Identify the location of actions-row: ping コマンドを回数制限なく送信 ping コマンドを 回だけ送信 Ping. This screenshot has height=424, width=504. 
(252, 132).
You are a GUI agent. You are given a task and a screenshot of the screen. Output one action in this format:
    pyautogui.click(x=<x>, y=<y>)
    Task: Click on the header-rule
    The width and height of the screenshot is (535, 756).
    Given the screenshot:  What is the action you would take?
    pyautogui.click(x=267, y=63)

------------

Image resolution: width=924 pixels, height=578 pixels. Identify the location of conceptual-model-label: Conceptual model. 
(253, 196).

------------

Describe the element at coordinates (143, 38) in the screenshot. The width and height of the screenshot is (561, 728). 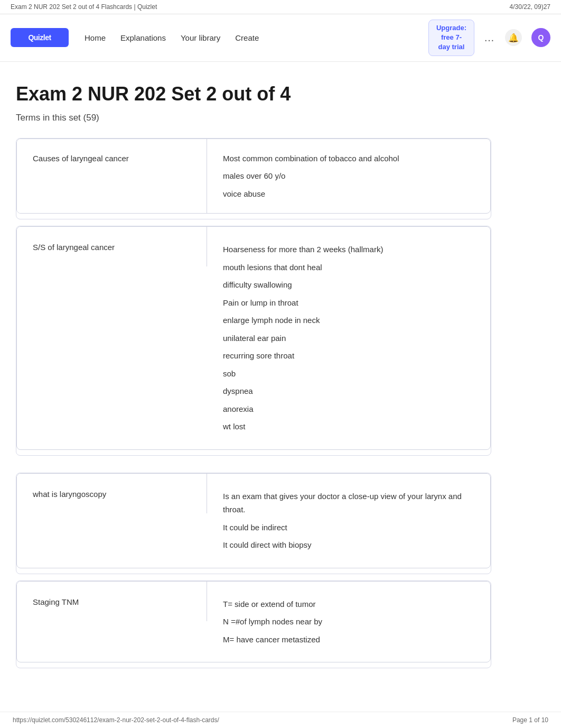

------------

# Problem to solve:
Could you set down, exactly as written, the lines above between the one holding "Identify the location of actions-row: ping" and the one holding "You are a GUI", inclusive, and nothing more?

# Response area:
Identify the location of actions-row: ping コマンドを回数制限なく送信 ping コマンドを 回だけ送信 Ping. This screenshot has height=424, width=504. 
(252, 132).
You are a GUI agent. You are given a task and a screenshot of the screen. Output one action in this format:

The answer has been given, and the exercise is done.